Check out BBC’s ‘Life’ series – just in time for Father’s Day!
Find out more about Humpback Whales & heat runs.
Want to see who else is behind the cameras? Check out award winning filming/photography company ScubaZoo.



Hosts: Aaron Murphy-Crews
Special Guests: Roger Munns

Produced, Edited, and Directed by: Stephen Greenwood, Aaron Murphy-Crews, Drew Mylrea

A conversation with Joe Diaz, co-founder of AFAR

Unless you’ve been living under a rock for the last year you’ve heard of AFAR media and their new magazine that’s currently making waves around the travel industry. As one of the few companies to risk starting a print publication in a transitioning media landscape, there’s plenty at risk in this endeavor, but the strategy runs deep at AFAR and the innovation is plenty.

Earlier this month, Gadling’s Editor in Chief sat down with AFAR co-founder Joe Diaz to catch up on new developments at the startup.

Grant Martin: Congratulations on the success of Afar to date — how are things settling in for you as the co-founder of a major publication?

Joe Diaz: Things are going well.
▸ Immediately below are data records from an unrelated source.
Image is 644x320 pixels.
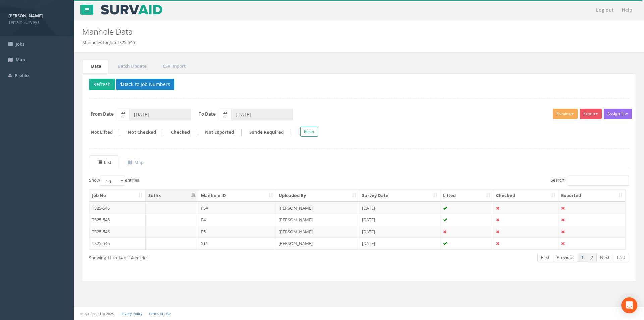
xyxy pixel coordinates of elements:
label: Show entries [89,176,139,186]
uib-tab-heading: List [97,159,111,165]
span: Jobs [16,41,24,47]
td: F5 [198,226,276,238]
a: 1 [578,253,587,262]
span: Map [16,57,25,63]
td: [PERSON_NAME] [276,213,359,226]
td: [DATE] [359,226,440,238]
a: Terms of Use [149,311,171,316]
button: Export [580,109,602,119]
span: Profile [15,72,28,78]
a: List [89,155,118,169]
td: TS25-546 [89,226,146,238]
a: CSV Import [154,59,193,73]
a: Next [596,253,614,262]
span: Terrain Surveys [9,19,65,25]
button: Reset [300,127,318,137]
th: Suffix: activate to sort column descending [146,190,198,202]
td: F4 [198,213,276,226]
td: TS25-546 [89,213,146,226]
a: First [538,253,553,262]
td: [PERSON_NAME] [276,226,359,238]
button: Assign To [604,109,632,119]
label: Not Lifted [84,129,120,136]
a: Privacy Policy [121,311,142,316]
th: Job No: activate to sort column ascending [89,190,146,202]
td: [DATE] [359,202,440,214]
strong: [PERSON_NAME] [9,13,43,19]
a: Data [82,59,108,73]
label: Search: [551,176,629,186]
label: Not Checked [121,129,164,136]
td: [DATE] [359,237,440,250]
a: Map [119,155,151,169]
div: Open Intercom Messenger [621,297,638,313]
a: Batch Update [109,59,153,73]
label: From Date [91,111,114,117]
td: [DATE] [359,213,440,226]
th: Checked: activate to sort column ascending [494,190,559,202]
button: Refresh [89,79,115,90]
label: Sonde Required [243,129,291,136]
input: To Date [231,109,293,120]
td: ST1 [198,237,276,250]
th: Exported: activate to sort column ascending [559,190,626,202]
td: [PERSON_NAME] [276,237,359,250]
th: Lifted: activate to sort column ascending [440,190,494,202]
a: 2 [587,253,597,262]
button: Preview [553,109,578,119]
h2: Manhole Data [82,27,542,36]
td: F5A [198,202,276,214]
input: Search: [568,176,629,186]
a: Last [613,253,629,262]
uib-tab-heading: Map [128,159,143,165]
label: Checked [164,129,197,136]
input: From Date [130,109,191,120]
div: Showing 11 to 14 of 14 entries [89,252,308,261]
label: Not Exported [198,129,242,136]
select: Showentries [100,176,125,186]
th: Manhole ID: activate to sort column ascending [198,190,276,202]
th: Survey Date: activate to sort column ascending [359,190,440,202]
td: [PERSON_NAME] [276,202,359,214]
a: Previous [553,253,578,262]
label: To Date [199,111,216,117]
button: Back to Job Numbers [116,79,174,90]
td: TS25-546 [89,237,146,250]
th: Uploaded By: activate to sort column ascending [276,190,359,202]
td: TS25-546 [89,202,146,214]
a: [PERSON_NAME] Terrain Surveys [9,11,65,25]
li: Manholes for Job TS25-546 [82,39,135,46]
small: © Kullasoft Ltd 2025 [81,311,114,316]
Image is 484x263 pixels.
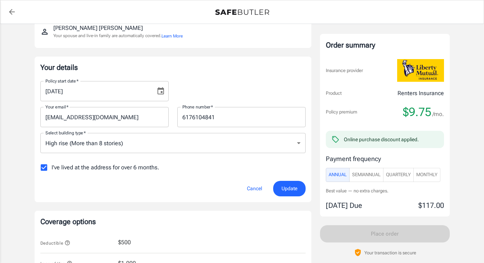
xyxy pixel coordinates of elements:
[45,104,69,110] label: Your email
[326,109,358,116] p: Policy premium
[282,184,298,193] span: Update
[326,67,363,74] p: Insurance provider
[154,84,168,98] button: Choose date, selected date is Aug 30, 2025
[417,171,438,179] span: Monthly
[344,136,419,143] div: Online purchase discount applied.
[162,33,183,39] button: Learn More
[326,200,363,211] p: [DATE] Due
[40,81,151,101] input: MM/DD/YYYY
[40,62,306,73] p: Your details
[326,168,350,182] button: Annual
[403,105,432,119] span: $9.75
[215,9,269,15] img: Back to quotes
[40,133,306,153] div: High rise (More than 8 stories)
[398,59,444,82] img: Liberty Mutual
[183,104,213,110] label: Phone number
[365,250,417,256] p: Your transaction is secure
[45,130,86,136] label: Select building type
[273,181,306,197] button: Update
[45,78,79,84] label: Policy start date
[177,107,306,127] input: Enter number
[5,5,19,19] a: back to quotes
[40,217,306,227] p: Coverage options
[40,239,71,247] button: Deductible
[40,107,169,127] input: Enter email
[239,181,271,197] button: Cancel
[326,90,342,97] p: Product
[118,238,131,247] span: $500
[433,109,444,119] span: /mo.
[419,200,444,211] p: $117.00
[383,168,414,182] button: Quarterly
[386,171,411,179] span: Quarterly
[53,24,143,32] p: [PERSON_NAME] [PERSON_NAME]
[53,32,183,39] p: Your spouse and live-in family are automatically covered.
[326,188,444,195] p: Best value — no extra charges.
[398,89,444,98] p: Renters Insurance
[326,154,444,164] p: Payment frequency
[326,40,444,51] div: Order summary
[40,241,71,246] span: Deductible
[52,163,159,172] span: I've lived at the address for over 6 months.
[414,168,441,182] button: Monthly
[352,171,381,179] span: SemiAnnual
[40,27,49,36] svg: Insured person
[350,168,384,182] button: SemiAnnual
[329,171,347,179] span: Annual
We have the opportunity to work in media in such an exciting and evolutionary time. AFAR has entered the game at an opportune time. Others call this the “bottom” or “worst time ever” to start a media company. Obviously, we see it another way and believe that the demands of today’s consumers were not being met in the travel space. Judging from the success of our launch it looks as though AFAR is fulfilling the desires of today’s experiential travelers. Our magazine launched with much success and I’m really excited about the upcoming launch of AFAR.com

GM: Right, your magazine is only a small part of the Afar portfolio with a large portion of Afar Media set to unfurl on the web in 2010. How is that progressing?

JD: The entire team is really excited about the launch of AFAR.com, a social network meets social search site that gets people like you to answer questions you have about travel. We are headquartered in San Francisco for a reason and that reason is AFAR.com. We plan on entering our beta in late June of 2010. We are now beginning to invite well-heeled travelers and members of the tech community to join us in shaping and improving the site. I encourage you to “try out” for our beta at http://private.afar.com.

Although we see our site as a revolutionary progression in the online travel space, our platforms always drive back to our company’s core values. In this case, it’s all about connecting travelers to other travelers, locals and businesses in ways that fit their individual way of traveling.
GM: So upcoming components of AFAR.com will be socially interactive. How will it be different from, say, Facebook or Dopplr?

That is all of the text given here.